* **Stored items**
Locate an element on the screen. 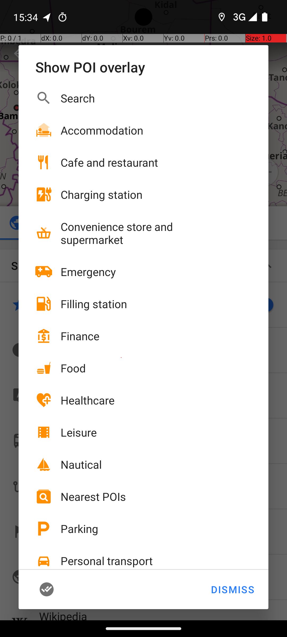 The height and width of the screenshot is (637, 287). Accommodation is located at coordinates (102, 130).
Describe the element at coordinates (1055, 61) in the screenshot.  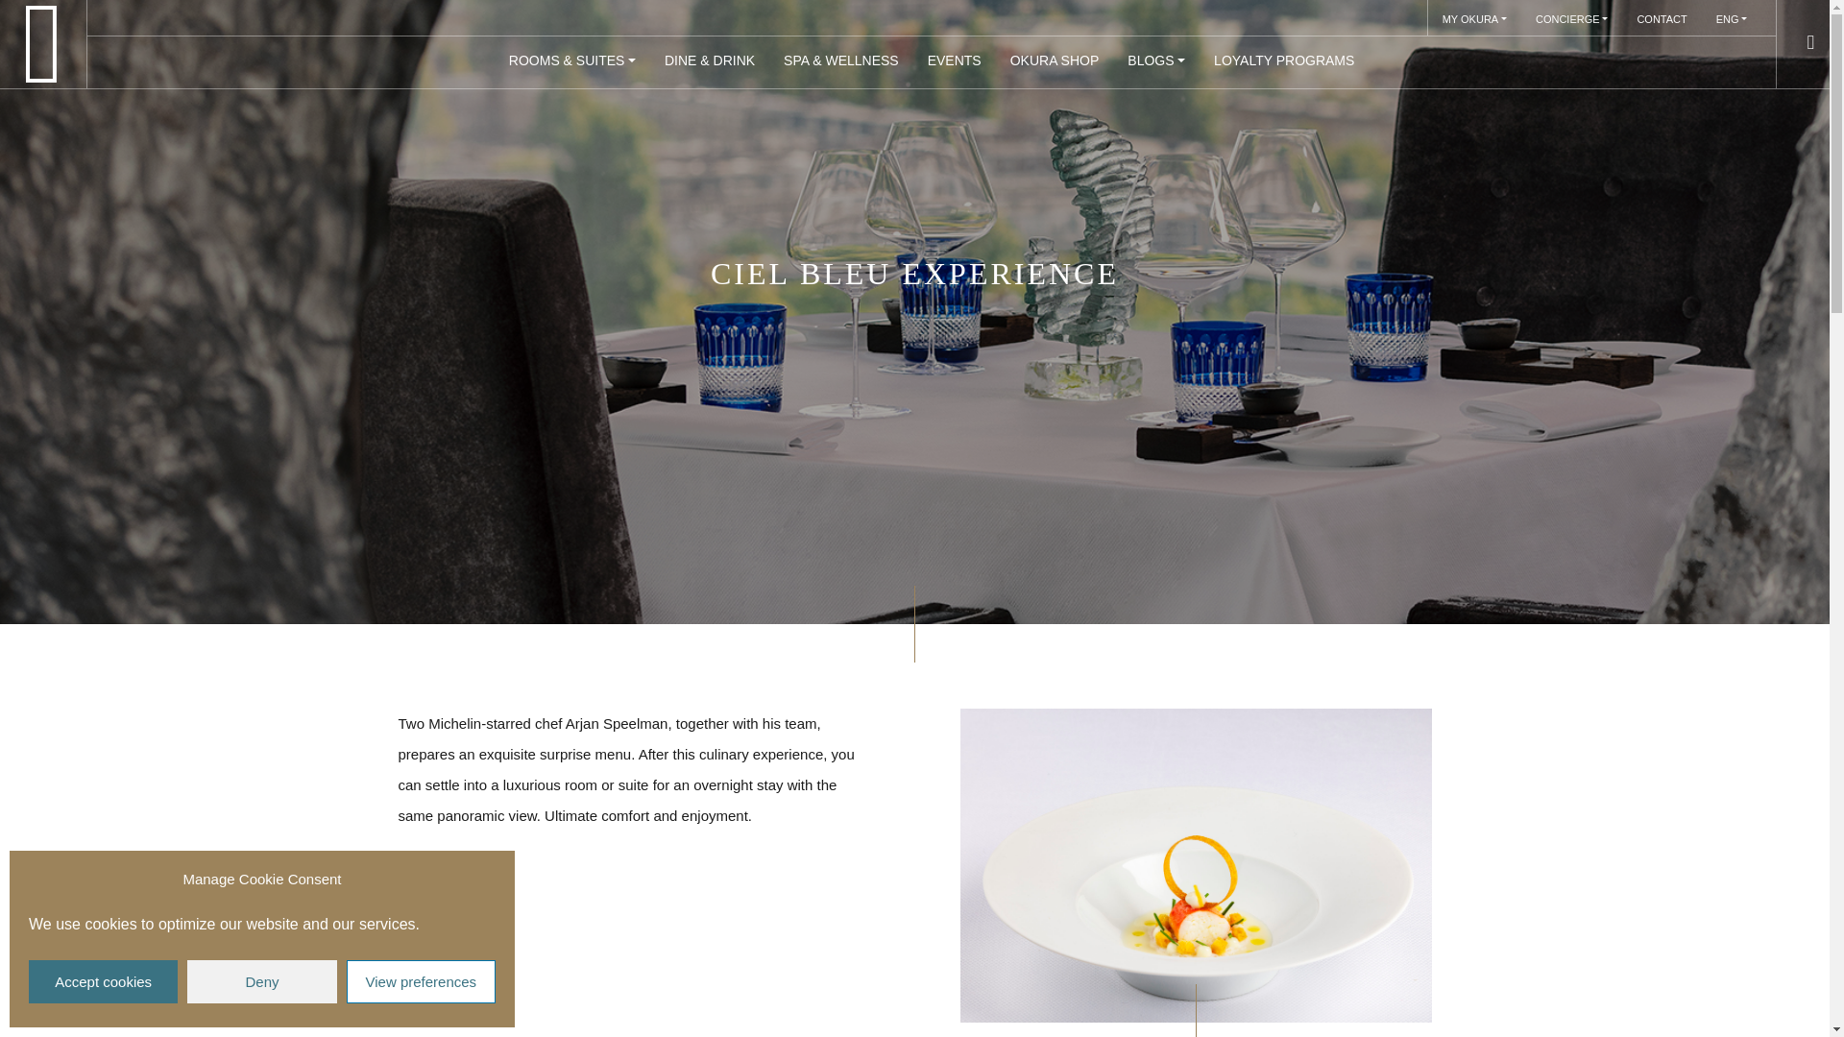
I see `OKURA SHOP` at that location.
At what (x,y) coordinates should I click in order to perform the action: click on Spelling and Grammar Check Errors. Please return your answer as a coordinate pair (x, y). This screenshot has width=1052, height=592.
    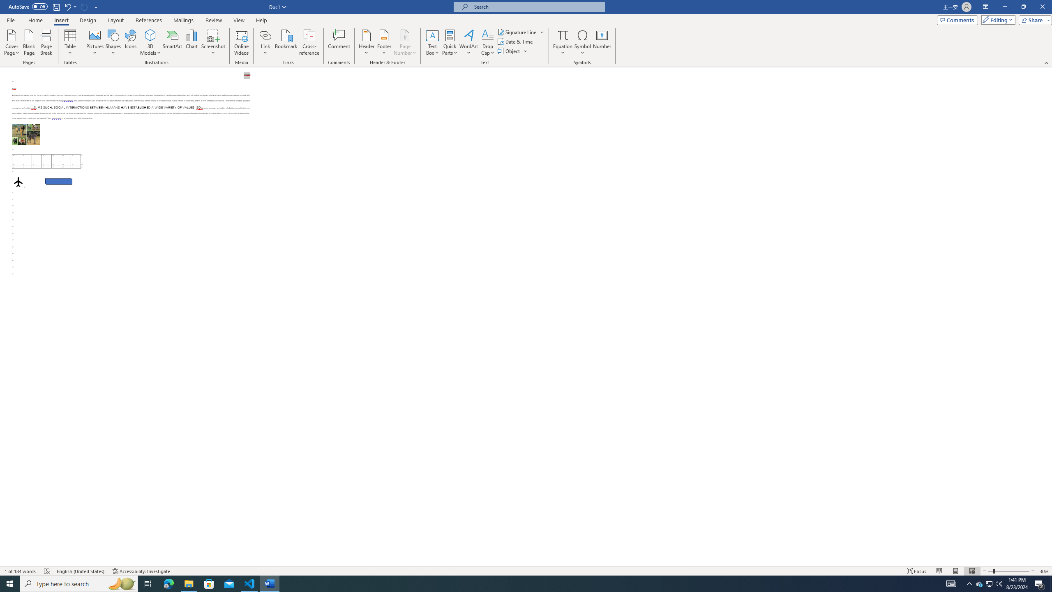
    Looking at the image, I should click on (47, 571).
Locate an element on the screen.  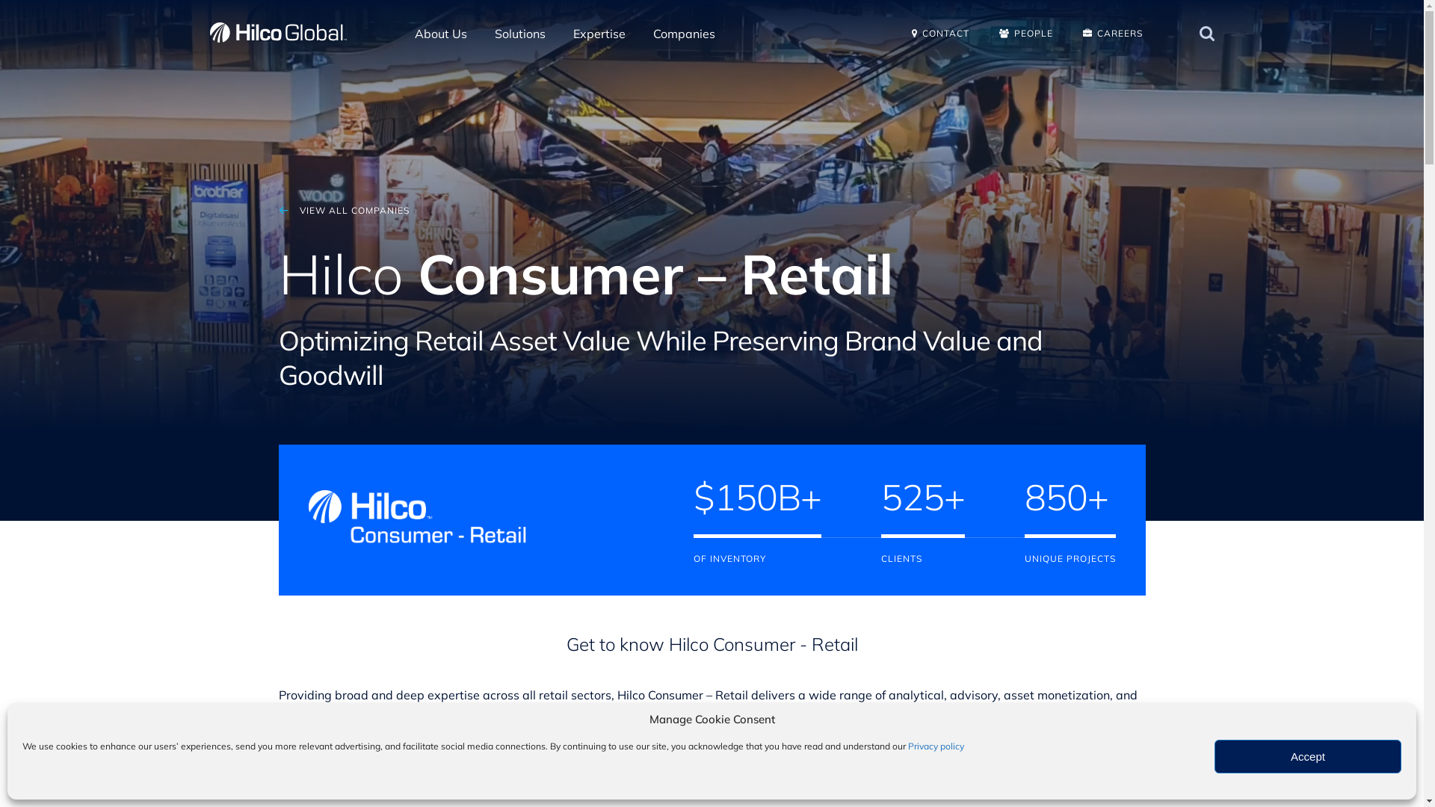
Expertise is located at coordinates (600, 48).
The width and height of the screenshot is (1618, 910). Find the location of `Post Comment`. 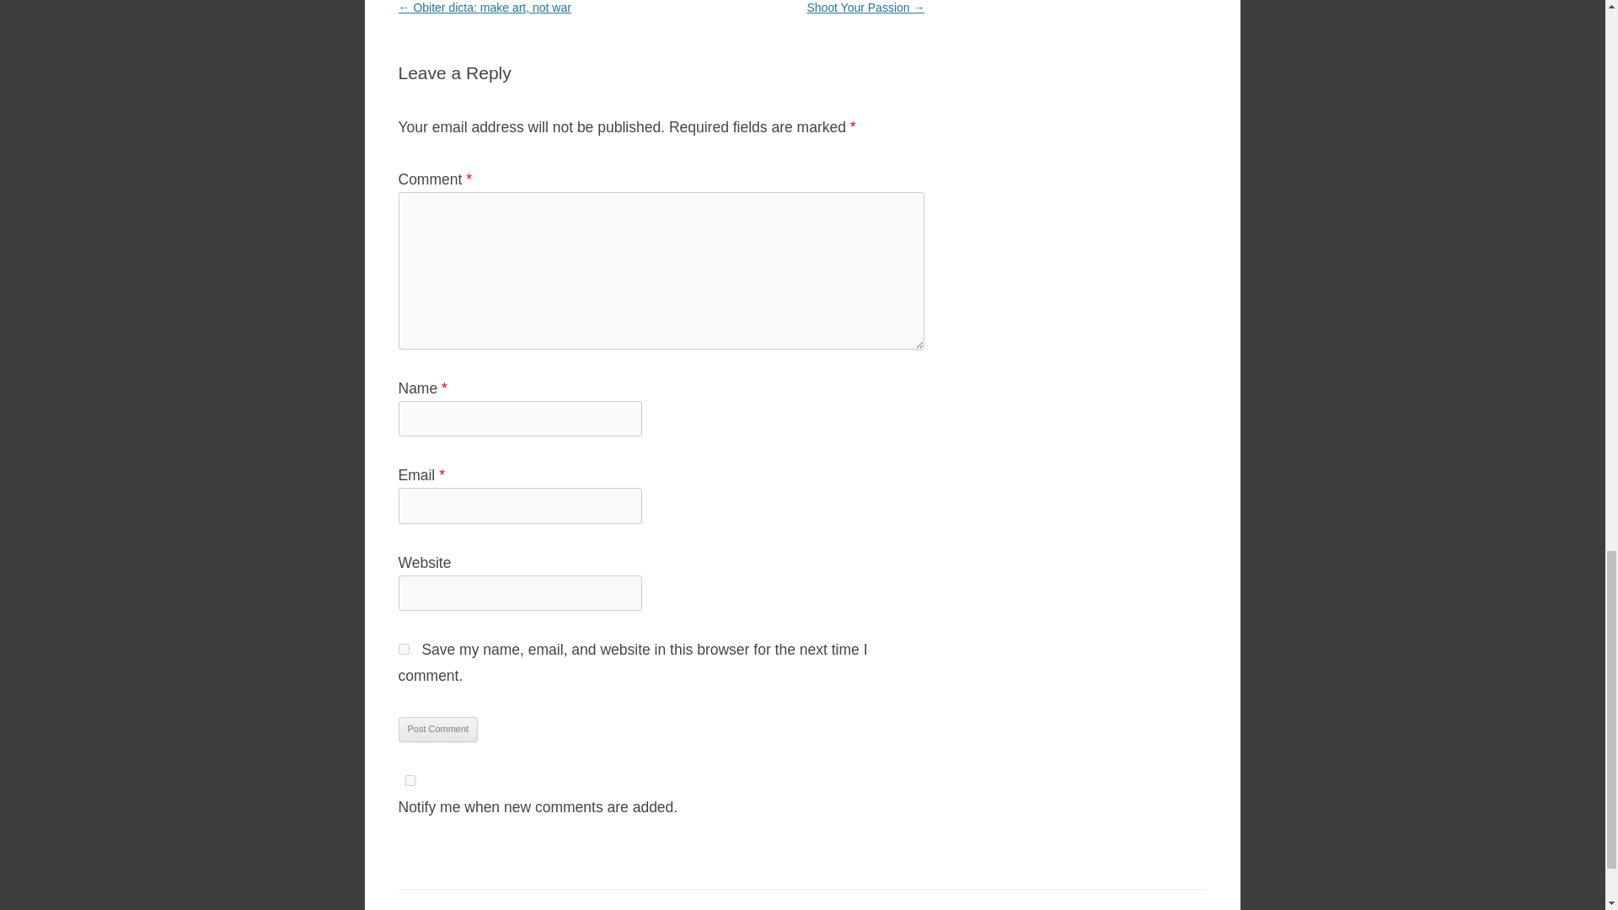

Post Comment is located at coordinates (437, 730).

* **Problem details**
Transcribe the lines that run from the line bearing "At what (x,y)" through the last line of the data. Keep the wording exact and leave out every picture.

* **Answer box**
At what (x,y) coordinates should I click in order to perform the action: click on Spelling and Grammar Check Errors. Please return your answer as a coordinate pair (x, y). This screenshot has width=1052, height=592.
    Looking at the image, I should click on (47, 571).
Locate an element on the screen.  
Expertise is located at coordinates (600, 48).
The width and height of the screenshot is (1618, 910). Find the location of `Post Comment`. 

Post Comment is located at coordinates (437, 730).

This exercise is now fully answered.